Medieval: Funding
The department is happy to be able to award tuition waivers on the basis of academic merit to the majority of entering Ph.D. students in their first year. Tuition support is typically available to all students after the end of the first year provided they have made satisfactory progress in their coursework and seminar paper research. University stipends are awarded to entering students on the basis of academic merit;those students who enter without stipends are eligible at the end of their first year to be considered for the Mellon Achievement and Phoenix Fellowships, as well as smaller University stipends.
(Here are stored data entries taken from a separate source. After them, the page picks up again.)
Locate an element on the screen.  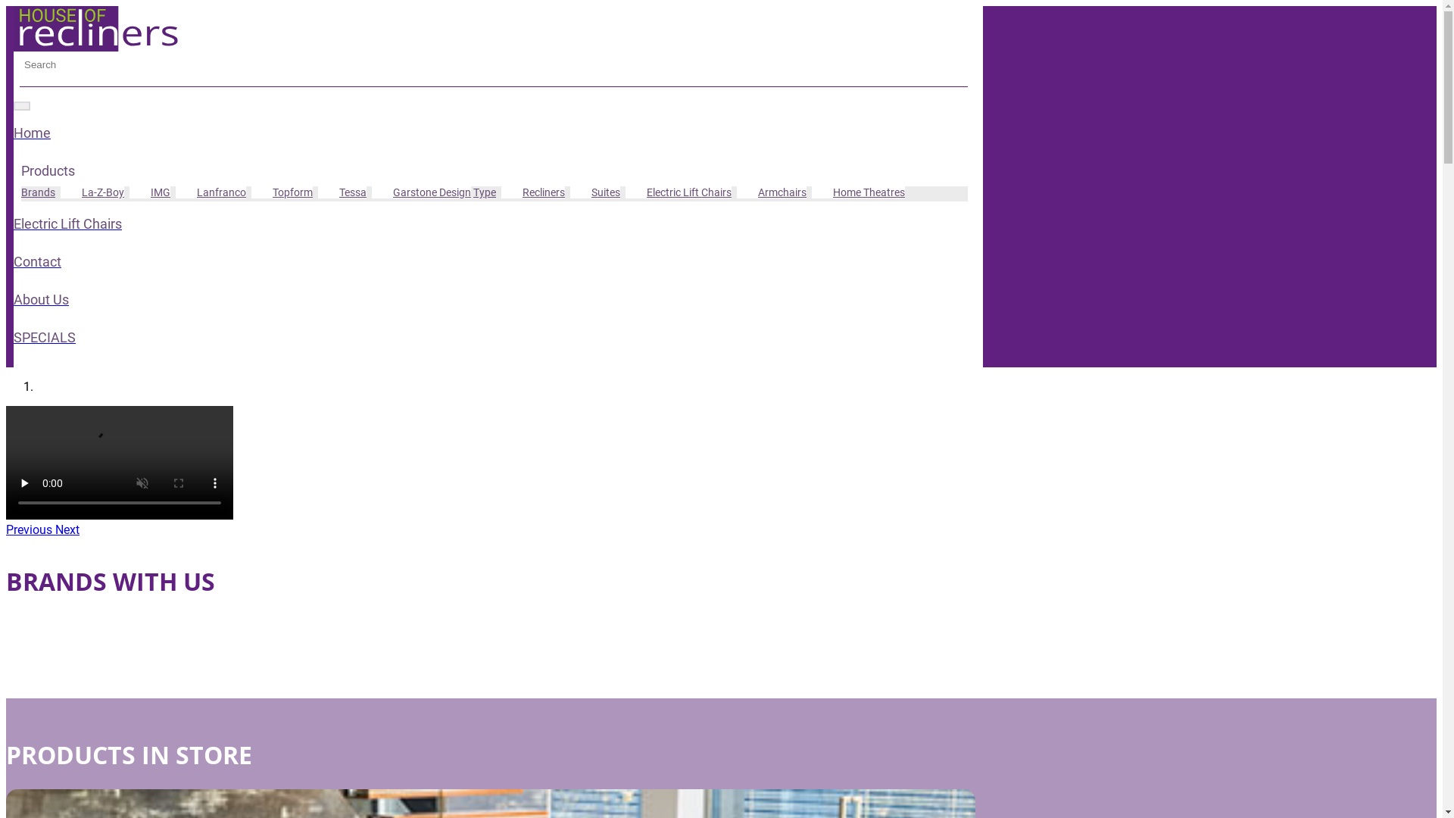
Home Theatres is located at coordinates (858, 192).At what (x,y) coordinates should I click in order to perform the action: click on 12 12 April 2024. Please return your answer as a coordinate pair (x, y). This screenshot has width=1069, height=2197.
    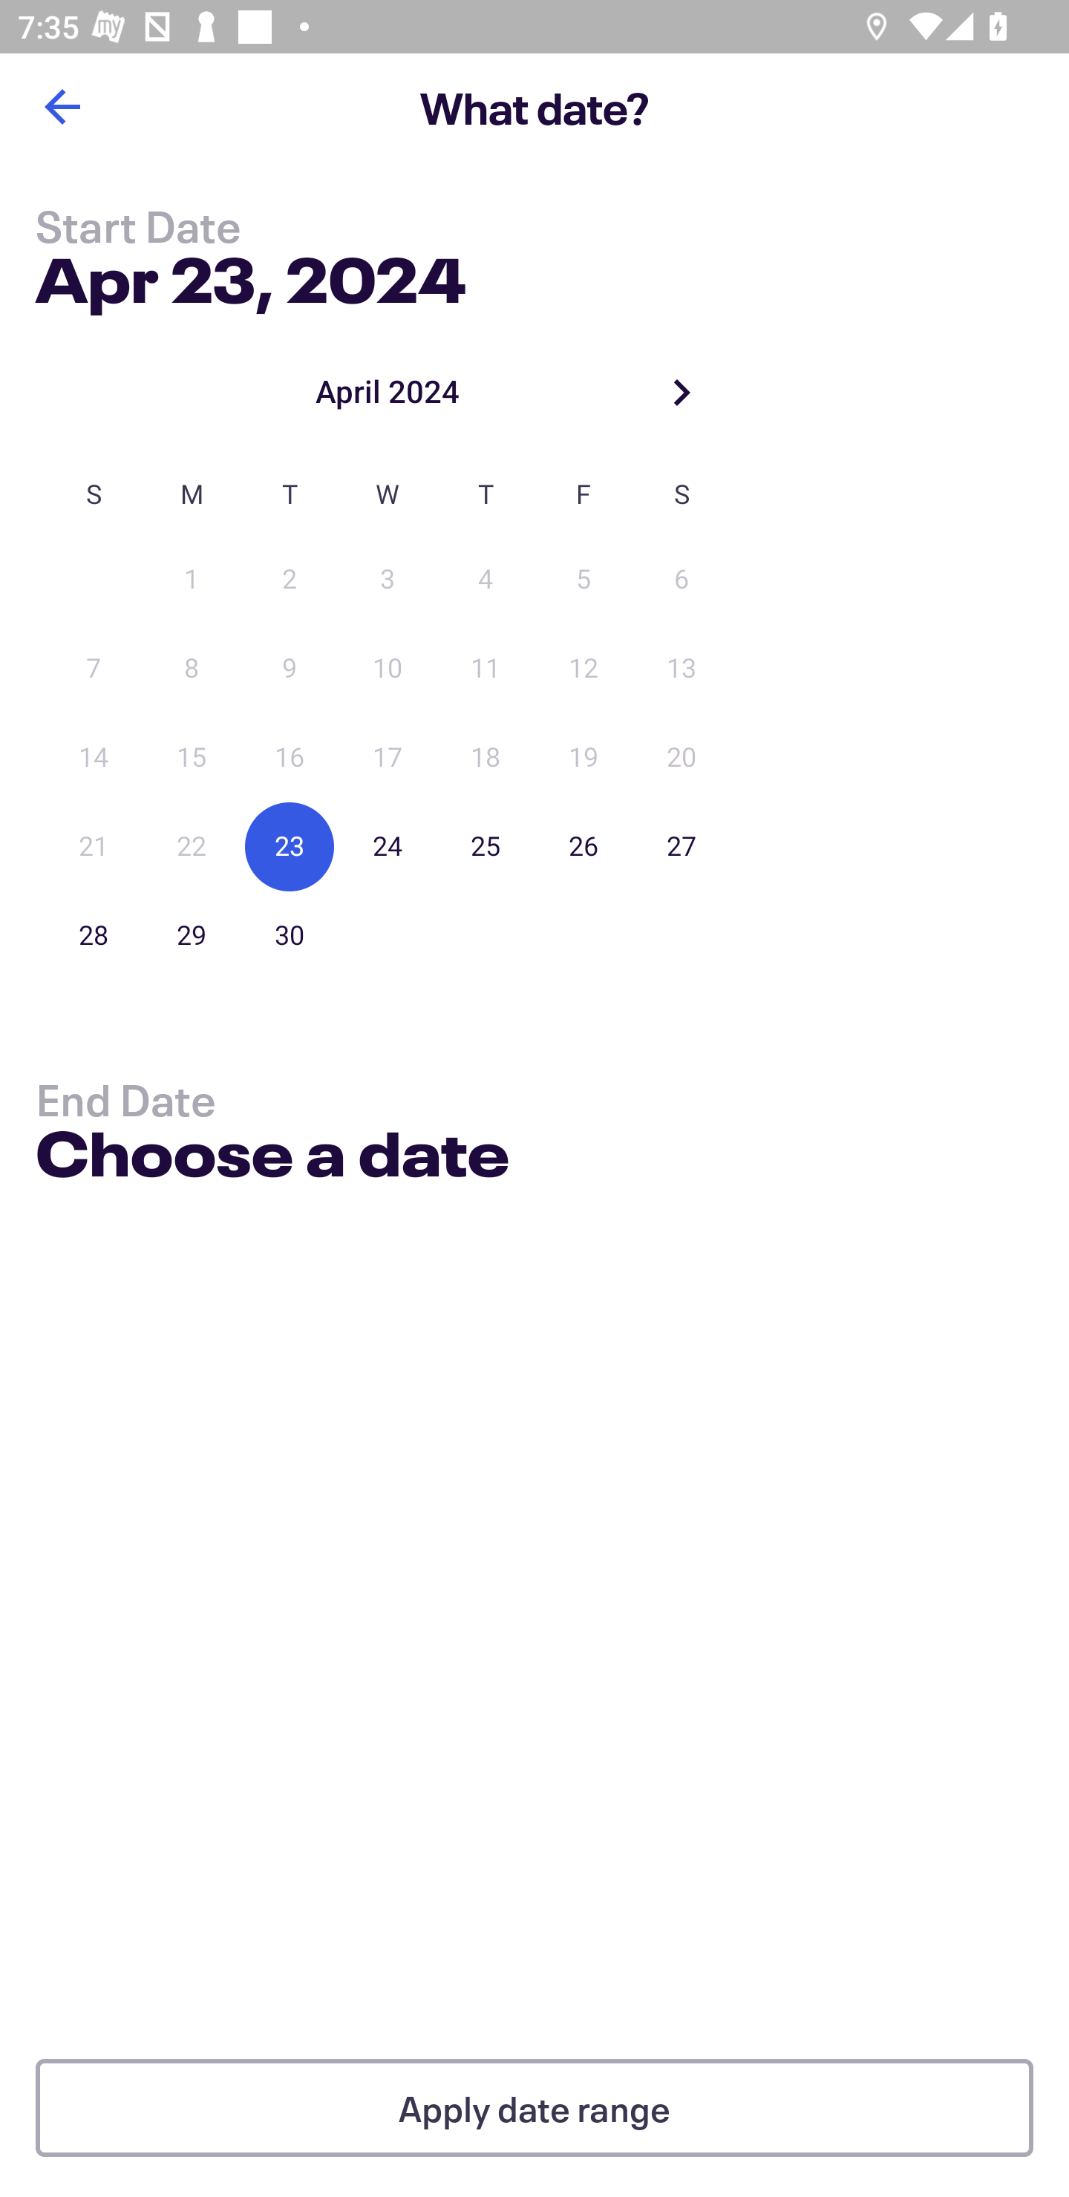
    Looking at the image, I should click on (583, 669).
While there are no fellowships set aside specifically for medieval
history graduates, the department is able every year to nominate
a number of advanced graduate students for various dissertation
write-up fellowships administered through the Social Sciences division
and the University. These include the William Rainey Harper Fellowship,
the Mellon Dissertation Write-up Fellowship, and the Collegiate-Divisional
Teaching
Fellowship, all of which provide support for a final year of dissertation
writing. Students in History are also eligible to be nominated by the
department for Overseas Dissertation Research Fellowships, which provide
support for dissertation research prior to writing-up. The department
regularly awards funding in smaller amounts in the form of research travel
fellowships and conference travel grants. Students who are eligible for
the federal Work/Study program may also serve as research assistants for
individual faculty members.
At the University of Chicago, there are also dissertation fellowships available through the Franke Institute (for students in the Humanities) and the Martin Marty Center at the Divinity School (for students of religion).
All students are strongly encouraged to seek outside support for their dissertation research and writing. The American Historical Association maintains a list of Grants, Fellowships and Prizes of Interest to Historians, which members of the AHA can access on-line. There is also a print copy available in the department office. For students in medieval studies, the Medieval Academy of America also maintains a list of grants and fellowships, as well as sponsoring Dissertation Grants for which members of the Academy are eligible to apply.
In recent years, medievalist graduate students at Chicago have been particularly successful in gaining fellowship support from the Newberry Library through the Annette Kade Fellowship in French or German Studies in the Middle Ages or Renaissance, and the Spencer Foundation Fellowships in the History of Education; and from the Erasmus Institute at the University of Notre Dame, which offers residential dissertation fellowships for scholars working in the Catholic intellectual tradition. Dumbarton Oaks, Washington, offers residential dissertation fellowships for scholars in Byzantine studies, as well as short-term summer fellowships.
For students needing to work with manuscript and microfilm collections, a number of national libraries offer short-term research fellowships. Such libraries with significant medieval holdings include the Beinecke Library, Yale University; the Houghton Library, Harvard University; the Huntingdon Library, San Marino; and the Hill Monastic Manuscript Library, St. John’s University. In addition, the St. Louis University Center for Medieval and Renaissance Studies offers five-week long fellowships for research at the Vatican Film Library and in the St. Louis Room’s Rare book collection in the Pius XII Memorial Library.
Other national fellowship competitions for which medievalists are eligible include the Andrew W. Mellon Fellowships in Humanistic Studies and the fellowships offered through the Social Science Research Council. There are a number of programs administered by the U.S. Department of Education to which medievalists may apply for support, including the Foreign Language & Area Studies Fellowship Program (FLAS), the Fulbright-Hays Doctoral Dissertation Research Abroad Program, the Fulbright Program of the Institute for International Education, and the Jacob K. Javitz Fellowship Program for students entering or in their first year of graduate research.